Kahn, of course, is very involved with design. But it’s not cars that capture her fancy. It’s fancy jewelry.

She describes the parcel as she first saw it. “I was attracted by the size of the property,” she says. “On the east side is the house where the House of Kahn is located. It was rented out. The other part (to the west) was a motel,” she recalls. “Renters were living there, too. It had patio stone statues in the front. I wish I’d taken a picture.”

She looked over, decided “it had good bones” and believed that “people would walk from Worth Avenue for beautiful jewelry at a good price.” She bought the property and set about renovating it.

She didn’t think much about the history of the property until recently.

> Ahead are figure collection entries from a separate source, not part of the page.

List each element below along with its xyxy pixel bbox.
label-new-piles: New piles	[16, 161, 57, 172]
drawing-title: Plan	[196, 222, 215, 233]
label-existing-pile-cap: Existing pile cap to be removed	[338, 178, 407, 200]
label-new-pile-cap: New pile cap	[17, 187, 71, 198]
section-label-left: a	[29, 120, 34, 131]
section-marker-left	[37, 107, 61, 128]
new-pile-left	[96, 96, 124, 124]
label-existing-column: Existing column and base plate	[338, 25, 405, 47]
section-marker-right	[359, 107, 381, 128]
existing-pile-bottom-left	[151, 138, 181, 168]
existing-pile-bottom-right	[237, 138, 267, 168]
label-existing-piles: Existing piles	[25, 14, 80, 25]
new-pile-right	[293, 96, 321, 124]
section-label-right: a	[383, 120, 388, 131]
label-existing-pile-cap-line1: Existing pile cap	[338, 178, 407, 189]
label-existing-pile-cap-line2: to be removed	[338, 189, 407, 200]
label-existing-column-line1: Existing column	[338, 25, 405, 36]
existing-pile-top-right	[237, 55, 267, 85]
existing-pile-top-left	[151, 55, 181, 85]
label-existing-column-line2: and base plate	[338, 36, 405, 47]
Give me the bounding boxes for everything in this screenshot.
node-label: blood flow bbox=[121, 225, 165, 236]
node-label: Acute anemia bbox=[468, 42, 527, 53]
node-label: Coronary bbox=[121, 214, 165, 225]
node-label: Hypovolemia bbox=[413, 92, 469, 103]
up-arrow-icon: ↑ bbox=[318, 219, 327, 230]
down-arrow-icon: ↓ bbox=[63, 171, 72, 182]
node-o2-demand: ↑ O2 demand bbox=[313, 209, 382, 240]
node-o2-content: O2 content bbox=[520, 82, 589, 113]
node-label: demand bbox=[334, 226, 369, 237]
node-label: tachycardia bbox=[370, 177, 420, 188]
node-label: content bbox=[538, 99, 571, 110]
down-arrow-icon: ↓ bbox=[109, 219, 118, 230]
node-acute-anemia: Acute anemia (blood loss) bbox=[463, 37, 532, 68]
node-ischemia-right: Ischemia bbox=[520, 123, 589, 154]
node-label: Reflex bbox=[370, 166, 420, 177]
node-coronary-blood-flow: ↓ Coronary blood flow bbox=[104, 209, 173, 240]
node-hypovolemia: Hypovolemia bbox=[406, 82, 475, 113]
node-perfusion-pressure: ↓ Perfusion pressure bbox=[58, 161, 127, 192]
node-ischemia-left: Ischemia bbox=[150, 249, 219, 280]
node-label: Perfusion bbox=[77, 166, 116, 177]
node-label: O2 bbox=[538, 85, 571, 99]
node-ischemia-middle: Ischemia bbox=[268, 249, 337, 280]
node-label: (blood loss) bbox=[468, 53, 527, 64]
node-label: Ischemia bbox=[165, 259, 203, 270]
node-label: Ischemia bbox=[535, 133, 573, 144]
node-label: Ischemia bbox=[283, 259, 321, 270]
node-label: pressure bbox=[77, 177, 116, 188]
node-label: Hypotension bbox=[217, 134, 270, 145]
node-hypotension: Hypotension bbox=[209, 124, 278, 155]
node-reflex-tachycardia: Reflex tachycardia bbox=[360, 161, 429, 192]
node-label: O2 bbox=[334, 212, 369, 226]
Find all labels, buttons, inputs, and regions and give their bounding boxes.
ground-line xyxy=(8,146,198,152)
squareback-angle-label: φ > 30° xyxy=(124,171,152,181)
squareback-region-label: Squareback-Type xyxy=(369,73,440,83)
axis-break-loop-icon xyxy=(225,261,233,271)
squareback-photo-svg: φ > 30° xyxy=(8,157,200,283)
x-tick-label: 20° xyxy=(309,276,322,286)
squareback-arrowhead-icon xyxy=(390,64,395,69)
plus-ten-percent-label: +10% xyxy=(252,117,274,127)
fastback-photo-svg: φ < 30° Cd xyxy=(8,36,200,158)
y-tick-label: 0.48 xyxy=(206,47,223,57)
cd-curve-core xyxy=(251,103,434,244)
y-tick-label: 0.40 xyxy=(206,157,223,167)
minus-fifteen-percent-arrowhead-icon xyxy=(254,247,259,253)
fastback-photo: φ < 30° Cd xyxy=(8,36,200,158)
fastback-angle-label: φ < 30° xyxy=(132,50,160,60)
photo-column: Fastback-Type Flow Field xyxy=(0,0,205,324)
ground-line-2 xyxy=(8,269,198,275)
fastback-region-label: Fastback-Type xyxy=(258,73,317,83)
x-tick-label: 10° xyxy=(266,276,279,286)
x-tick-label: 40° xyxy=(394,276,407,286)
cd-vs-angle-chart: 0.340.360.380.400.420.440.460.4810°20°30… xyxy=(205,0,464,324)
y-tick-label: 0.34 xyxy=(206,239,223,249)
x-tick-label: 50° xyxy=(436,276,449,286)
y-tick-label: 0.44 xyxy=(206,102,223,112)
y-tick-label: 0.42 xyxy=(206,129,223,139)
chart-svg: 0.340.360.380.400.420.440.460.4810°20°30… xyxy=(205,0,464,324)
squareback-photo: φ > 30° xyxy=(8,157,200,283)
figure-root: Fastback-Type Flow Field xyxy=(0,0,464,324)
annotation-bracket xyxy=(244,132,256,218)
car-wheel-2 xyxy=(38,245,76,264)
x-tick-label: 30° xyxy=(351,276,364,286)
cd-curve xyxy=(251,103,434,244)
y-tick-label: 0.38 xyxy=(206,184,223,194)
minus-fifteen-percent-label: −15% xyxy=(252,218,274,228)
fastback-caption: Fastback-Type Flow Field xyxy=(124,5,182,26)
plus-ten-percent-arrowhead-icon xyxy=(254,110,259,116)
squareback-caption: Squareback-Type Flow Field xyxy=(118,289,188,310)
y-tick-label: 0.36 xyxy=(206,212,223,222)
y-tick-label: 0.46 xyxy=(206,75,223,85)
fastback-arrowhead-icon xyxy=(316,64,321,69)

“I always heard the name Harley Early,” She says. “But it never hit me until the last couple of years when Buick kept repeating his name in the commercials.”

What hit her was why Earl had bought the property.

“He was visionary,” she says. “Maybe he used the motel for guests.”

She thinks on this for a while. “It just struck me,” she says, laughing.

“He must have foreseen Worth Avenue’s parking problem. He bought it for the parking. The House of Kahn is the only place with parking for 16 cars,” she says, adding, “I wish he’d left a few cars on the lot.”

To learn more about Harley Early, visit his official web site: www.carofthecentury.com If you’d rather wear than drive striking designs, visit the House of Kahn at 231 Peruvian Ave., where there’s parking (and beautiful jewelry designs) aplenty.

About Harley Earl

Harley Earl was born in Hollywood, Calif., in 1983, a fitting birthplace for a larger-than-life man whose vision, sense of style and showmanship revolutionized the auto industry. The son of a custom coach-builder, Early grew up believing that personal transportation should be an extension of personal style.

By the early 1920s, he had left Stanford University to design for Earl Automotive Works, his father’s custom parts and accessories shop. There he gained notoriety as a designer of the elaborately customized “dream” cars favored by Hollywood’s elite. It took only a few years for Earl’s designs to attract the attention of General Motors, and in 1927 he moved to Detroit to head GM’s newly created Art and Color Section, later called the Design and Styling Department.

By introducing innovations such as clay modeling and the “concept car” to the design process, Earl brought styling to the force. His aesthetic – “Longer, lower, wider” – became a GM design mantra.

As the post-war era began, Earl’s fascination with performance, aerodynamics and sleek, streamlines chassis paved the way for cars unlike anything America had ever seen. Running boards fell away to reveal the tail fins of Earl’s powerful, chrome-adorned dream machines such as the 1950 LeSabre.